Margin that holds for the week.
Wholesale pricing locked for the agreed window, regardless of spot-market shocks. The shelf price holds, the margin holds, the CFO's quarterly number stops moving.

Fresh produce does two jobs at once: it pulls shoppers in every week and quietly eats the most margin. Tomato prices swing 30 percent in a week while the shelf price cannot. Suppliers ship Grade B on a Grade A contract, forcing discounts to clear stock. A late van means empty shelves and smaller baskets.
Most supershops juggle a roster of suppliers - vegetables, fruits, leafy greens, imports - each with its own pricing, quality, and reliability. Procurement spends mornings reconciling invoices and afternoons explaining shrinkage. The CFO sees margin swing every quarter and cannot tell a supplier issue from a market or forecasting one.
Fresh produce should be a stable contributor, not a volatility center. The supply chain is what makes the difference.
The fresh produce margin a supershop typically protects on Fashol versus a spot-market model. Pricing locked for the week, grading at the hub, daily replenishment to every outlet - the volatility disappears.
Margin protection, replenishment reliability, multi-outlet coordination, and shelf-ready freshness. Every Fashol delivery to a supershop is built around these four, every day.

Wholesale pricing locked for the agreed window, regardless of spot-market shocks. The shelf price holds, the margin holds, the CFO's quarterly number stops moving.

Cold-chain delivery before opening hours to every store on the chain. No empty shelves at 10 AM. No overstock left at 9 PM. Volume per outlet is dialed against actual sell-through, not estimated demand.
SKUs across fresh produce categories, available daily on Hyperfarm.

A 20-plus outlet supershop chain on Fashol manages one invoice, one delivery contract, one quality SLA. Procurement teams stop reconciling across vendors. Category heads stop explaining inconsistency between branches.
Grading applied at Fashol's hub before dispatch. Only the agreed grade reaches the outlet.
Graded at origin. Delivered shelf-ready, every morning.

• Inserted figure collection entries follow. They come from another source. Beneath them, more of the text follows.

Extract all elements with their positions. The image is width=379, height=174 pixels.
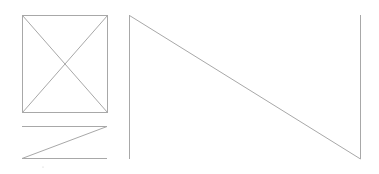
text-placeholder-diagonal xyxy=(22,127,107,159)
stray-dot xyxy=(42,166,43,167)
large-n-shape xyxy=(130,15,361,159)
text-placeholder xyxy=(22,127,107,159)
large-shape-diagonal xyxy=(130,16,361,160)
image-placeholder xyxy=(23,16,108,113)
wireframe-canvas xyxy=(0,0,379,174)
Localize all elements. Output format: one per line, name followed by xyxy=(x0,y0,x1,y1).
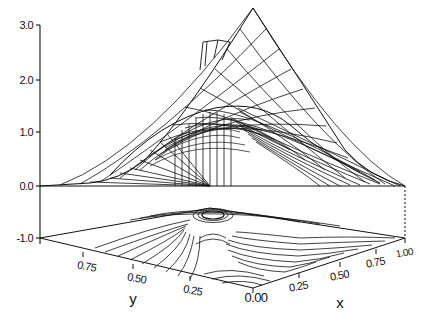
z-tick-3: 3.0 xyxy=(20,19,34,31)
y-tick-labels: 0.75 0.50 0.25 xyxy=(76,259,203,298)
z-axis xyxy=(36,25,40,244)
z-tick-1: 1.0 xyxy=(20,126,34,138)
x-axis-title: x xyxy=(336,294,344,311)
x-tick-0.75: 0.75 xyxy=(365,254,386,269)
z-tick-labels: 3.0 2.0 1.0 0.0 -1.0 xyxy=(16,19,33,244)
x-tick-0.00: 0.00 xyxy=(245,290,268,305)
y-tick-0.25: 0.25 xyxy=(182,283,203,298)
wireframe-surface xyxy=(40,8,405,186)
x-tick-labels: 0.00 0.25 0.50 0.75 1.00 xyxy=(245,245,415,305)
z-tick-neg1: -1.0 xyxy=(16,232,33,244)
surface-plot: 3.0 2.0 1.0 0.0 -1.0 xyxy=(0,0,423,319)
z-tick-2: 2.0 xyxy=(20,74,34,86)
contour-plane xyxy=(40,208,405,288)
y-tick-0.75: 0.75 xyxy=(76,259,97,274)
z-tick-0: 0.0 xyxy=(20,180,34,192)
x-tick-1.00: 1.00 xyxy=(395,245,415,259)
y-axis-title: y xyxy=(129,290,137,307)
y-tick-0.50: 0.50 xyxy=(126,271,147,286)
x-tick-0.50: 0.50 xyxy=(329,267,350,282)
x-tick-0.25: 0.25 xyxy=(288,278,309,293)
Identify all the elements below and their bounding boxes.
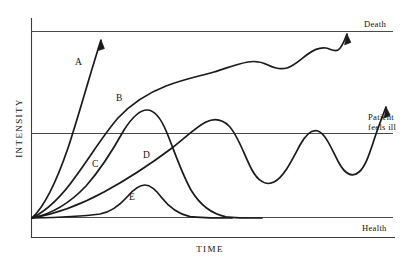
curve-label-A: A — [75, 57, 82, 67]
patient-feels-ill-label-line1: Patient — [368, 112, 394, 122]
patient-feels-ill-label-line2: feels ill — [368, 122, 397, 132]
curve-C-path — [32, 110, 262, 218]
figure-canvas: Death Patient feels ill Health A B C D E… — [0, 0, 417, 261]
x-axis-title: TIME — [196, 244, 224, 254]
curve-label-D: D — [143, 150, 150, 160]
curve-label-E: E — [129, 192, 135, 202]
y-axis-title: INTENSITY — [14, 98, 24, 158]
curve-label-B: B — [116, 93, 123, 103]
curve-A-path — [32, 40, 101, 218]
illness-intensity-figure: Death Patient feels ill Health A B C D E… — [0, 0, 417, 261]
death-label: Death — [364, 19, 386, 29]
curve-label-C: C — [92, 159, 99, 169]
health-label: Health — [362, 223, 387, 233]
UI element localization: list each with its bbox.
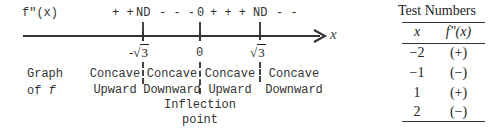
test-table-header-fpp: f"(x) [432, 24, 485, 40]
critical-point-sqrt3: √3 [250, 45, 266, 61]
sign-segment-plus-2: + + + [210, 6, 246, 20]
interval-4-line2: Downward [262, 83, 326, 97]
test-table-cell-sign-1: (+) [432, 45, 485, 61]
interval-3-line2: Upward [201, 83, 259, 97]
inflection-label-line2: point [160, 113, 240, 127]
interval-4-line1: Concave [262, 67, 326, 81]
tick-zero [199, 31, 201, 41]
sign-undefined-1: ND [136, 6, 150, 20]
test-table-cell-sign-3: (+) [432, 85, 485, 101]
graph-row-label-line1: Graph [27, 67, 63, 81]
divider-sqrt3-upper [259, 22, 261, 34]
test-table-cell-sign-4: (−) [432, 104, 485, 120]
interval-2-line2: Downward [143, 83, 201, 97]
test-table-cell-x-2: −1 [402, 65, 432, 81]
test-table-header-rule [402, 43, 485, 44]
graph-row-label-line2: of f [27, 84, 56, 98]
sign-undefined-2: ND [253, 6, 267, 20]
test-table-cell-x-4: 2 [402, 104, 432, 120]
test-table-cell-sign-2: (−) [432, 65, 485, 81]
tick-neg-sqrt3 [142, 31, 144, 41]
critical-point-zero: 0 [196, 46, 203, 60]
interval-3-line1: Concave [201, 67, 259, 81]
sign-zero: 0 [197, 6, 204, 20]
sign-segment-plus-1: + + [112, 6, 134, 20]
sign-segment-minus-2: - - [276, 6, 298, 20]
interval-1-line2: Upward [87, 83, 143, 97]
test-table-cell-x-3: 1 [402, 85, 432, 101]
test-table-cell-x-1: −2 [402, 45, 432, 61]
number-line-axis [23, 35, 320, 37]
axis-arrow-icon [312, 28, 328, 44]
test-table-top-rule [402, 22, 485, 23]
tick-sqrt3 [259, 34, 261, 40]
interval-1-line1: Concave [87, 67, 143, 81]
test-table-title: Test Numbers [398, 3, 476, 19]
divider-sqrt3-lower [259, 62, 261, 82]
test-table-bottom-rule [402, 121, 485, 122]
test-table-header-x: x [402, 24, 432, 40]
sign-segment-minus-1: - - - [159, 6, 195, 20]
critical-point-neg-sqrt3: -√3 [129, 45, 149, 61]
axis-variable-label: x [330, 26, 337, 43]
inflection-label-line1: Inflection [160, 98, 240, 112]
interval-2-line1: Concave [143, 67, 201, 81]
sign-row-label: f"(x) [22, 6, 58, 20]
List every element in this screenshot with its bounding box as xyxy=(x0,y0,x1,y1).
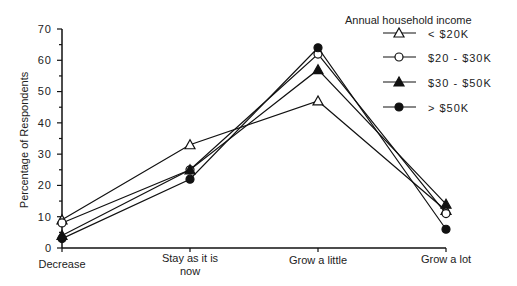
series-1 xyxy=(58,50,450,227)
legend-label-30-50k: $30 - $50K xyxy=(428,77,492,89)
y-axis-title: Percentage of Respondents xyxy=(18,71,30,208)
x-label-decrease: Decrease xyxy=(38,258,85,270)
y-tick-10: 10 xyxy=(38,211,52,223)
data-point xyxy=(313,96,323,105)
series-line xyxy=(62,70,446,236)
y-tick-30: 30 xyxy=(38,148,52,160)
data-point xyxy=(314,44,322,52)
legend-marker-icon xyxy=(395,103,403,111)
data-point xyxy=(58,235,66,243)
x-label-stay: Stay as it is xyxy=(162,252,219,264)
data-point xyxy=(313,65,323,74)
legend-label-20-30k: $20 - $30K xyxy=(428,52,492,64)
line-chart: 0 10 20 30 40 50 60 70 Percentage of Res… xyxy=(0,0,517,286)
legend-marker-icon xyxy=(395,53,403,61)
y-tick-50: 50 xyxy=(38,85,52,97)
y-tick-0: 0 xyxy=(45,242,52,254)
legend: Annual household income < $20K $20 - $30… xyxy=(345,14,492,114)
y-tick-20: 20 xyxy=(38,179,52,191)
series-layer xyxy=(57,44,451,243)
x-label-grow-lot: Grow a lot xyxy=(421,253,471,265)
legend-title: Annual household income xyxy=(345,14,472,26)
data-point xyxy=(186,175,194,183)
series-3 xyxy=(58,44,450,243)
series-line xyxy=(62,54,446,223)
series-line xyxy=(62,101,446,220)
data-point xyxy=(185,140,195,149)
legend-label-lt20k: < $20K xyxy=(428,28,469,40)
legend-label-gt50k: > $50K xyxy=(428,102,469,114)
y-tick-70: 70 xyxy=(38,23,52,35)
data-point xyxy=(442,210,450,218)
data-point xyxy=(442,225,450,233)
y-tick-40: 40 xyxy=(38,117,52,129)
x-label-stay-2: now xyxy=(180,265,200,277)
series-0 xyxy=(57,96,451,224)
x-label-grow-little: Grow a little xyxy=(289,254,347,266)
data-point xyxy=(58,219,66,227)
y-tick-60: 60 xyxy=(38,54,52,66)
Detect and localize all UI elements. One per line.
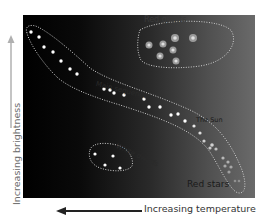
main-sequence-outline (26, 25, 245, 193)
the-sun-label: The Sun (196, 116, 223, 124)
main-sequence-stars (29, 30, 240, 182)
red-stars-label: Red stars (187, 179, 229, 189)
y-axis-label: Increasing brightness (11, 103, 22, 205)
x-axis-label: Increasing temperature (144, 203, 256, 214)
x-axis: Increasing temperature (58, 203, 258, 219)
red-giants-label: Red giants (144, 15, 186, 24)
red-giant-stars (146, 34, 198, 65)
white-dwarf-stars (93, 152, 121, 169)
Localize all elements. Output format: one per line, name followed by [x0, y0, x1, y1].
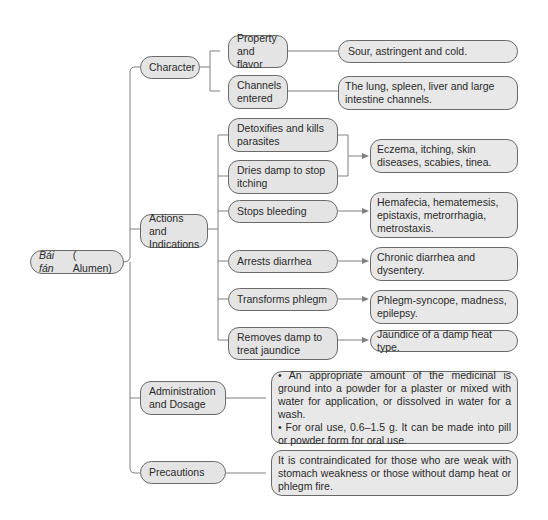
arrow-head: [362, 337, 369, 343]
branch-actions-and-indications: Actions and Indications: [140, 214, 208, 248]
node-dries-damp: Dries damp to stop itching: [228, 160, 338, 194]
detail-channels-entered: The lung, spleen, liver and large intest…: [338, 76, 518, 110]
dosage-bullet: • An appropriate amount of the medicinal…: [278, 369, 511, 421]
detail-property-and-flavor: Sour, astringent and cold.: [338, 40, 518, 63]
detail-eczema: Eczema, itching, skin diseases, scabies,…: [370, 139, 518, 173]
node-channels-entered: Channels entered: [228, 75, 288, 109]
character-connector: [200, 51, 220, 91]
root-connector: [124, 67, 140, 262]
detail-transforms-phlegm: Phlegm-syncope, madness, epilepsy.: [370, 290, 518, 324]
arrow-head: [362, 208, 369, 214]
dosage-bullet: • For oral use, 0.6–1.5 g. It can be mad…: [278, 421, 511, 447]
node-detoxifies: Detoxifies and kills parasites: [228, 118, 338, 152]
actions-connector: [208, 135, 228, 340]
detail-removes-damp: Jaundice of a damp heat type.: [370, 330, 518, 352]
detox-connector: [338, 135, 362, 176]
arrow-connector: [338, 211, 364, 340]
branch-character: Character: [140, 56, 200, 79]
arrow-head: [362, 296, 369, 302]
arrow-head: [362, 258, 369, 264]
root-label: ( Alumen): [73, 249, 115, 275]
detail-arrests-diarrhea: Chronic diarrhea and dysentery.: [370, 247, 518, 281]
node-transforms-phlegm: Transforms phlegm: [228, 288, 338, 311]
node-removes-damp: Removes damp to treat jaundice: [228, 327, 338, 360]
detail-stops-bleeding: Hemafecia, hematemesis, epistaxis, metro…: [370, 192, 518, 238]
node-arrests-diarrhea: Arrests diarrhea: [228, 250, 338, 273]
branch-precautions: Precautions: [140, 461, 226, 484]
node-stops-bleeding: Stops bleeding: [228, 200, 338, 223]
node-property-and-flavor: Property and flavor: [228, 35, 288, 68]
root-italic-name: Bái fán: [39, 249, 70, 275]
root-connector: [130, 262, 140, 473]
root-node: Bái fán ( Alumen): [30, 250, 124, 274]
branch-administration-and-dosage: Administration and Dosage: [140, 381, 226, 415]
detail-precautions: It is contraindicated for those who are …: [271, 450, 518, 496]
detail-administration-and-dosage: • An appropriate amount of the medicinal…: [271, 371, 518, 444]
arrow-head: [362, 153, 369, 159]
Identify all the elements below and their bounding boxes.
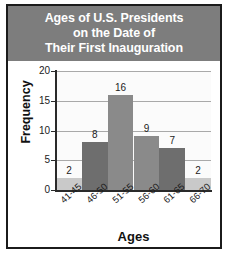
y-axis-tick-mark — [51, 190, 56, 191]
chart-plot-region: 05101520 Frequency 41-4546-5051-5556-606… — [8, 61, 220, 247]
bar-value-label: 9 — [134, 123, 160, 134]
y-axis-title: Frequency — [19, 68, 33, 156]
x-axis-title: Ages — [56, 229, 211, 244]
y-axis-tick-mark — [51, 71, 56, 72]
bar — [108, 95, 134, 190]
y-axis-tick-mark — [51, 131, 56, 132]
bar-value-label: 16 — [108, 82, 134, 93]
chart-title-line-3: Their First Inauguration — [8, 41, 220, 56]
y-axis-tick-label: 0 — [26, 184, 50, 195]
y-axis-tick-mark — [51, 101, 56, 102]
y-axis-tick-mark — [51, 160, 56, 161]
bar-value-label: 2 — [56, 165, 82, 176]
bar-value-label: 7 — [159, 135, 185, 146]
bar-value-label: 2 — [185, 165, 211, 176]
chart-figure: Ages of U.S. Presidents on the Date of T… — [6, 4, 222, 249]
chart-title: Ages of U.S. Presidents on the Date of T… — [8, 6, 220, 61]
bar-value-label: 8 — [82, 129, 108, 140]
chart-title-line-1: Ages of U.S. Presidents — [8, 11, 220, 26]
chart-title-line-2: on the Date of — [8, 26, 220, 41]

The buyer procurement desk. Supershop chains use Hyperfarm to lock weekly pricing, schedule outlet replenishment, track quality SLAs, and reconcile multi-outlet supply on a single platform.
“We were running fresh produce across nine suppliers, and our margin was a different story every quarter. Once we moved produce supply to Fashol, the procurement team stopped chasing invoices and category heads stopped chasing variance reports. The number that moves is volume now, not margin.”
Supershop chains do not switch produce supply lightly, so Fashol pilots one outlet first. Day one is the conversation: SKU list, weekly volume per outlet, supplier mix, margin baseline. Day three the outlet is live; day seven the full chain runs on Fashol. The trade team stays embedded the first month to tune SKU mix per outlet.
A Fashol supershop representative walks through the chain's current produce program - SKU list, weekly volumes per outlet, supplier roster, margin baseline, freshness SLAs.
Within 72 hours, one outlet starts running on Fashol. Cold-chain fulfillment, four-tier grading, daily replenishment. The chain's procurement team monitors against the existing supply for the first three days.
End of day five, the chain reviews the first outlet's margin, freshness, and replenishment performance against the rest of the network. Pricing windows are locked for the chain rollout.
Days six and seven, the remaining outlets onboard in waves. The trade team stays embedded for the first month to tune SKU mix, replenishment volume, and quality SLAs per outlet.
Morning delivery for 400+ restaurants including Domino's, with grading at the hub and transparent wholesale pricing.
Fill rate above 95% for Foodpanda, Chaldal, and Foodie, with same-day fulfillment to every dark store in Dhaka.
Supply partnerships for smaller retail chains and corner stores, with consistent grading and dependable volumes.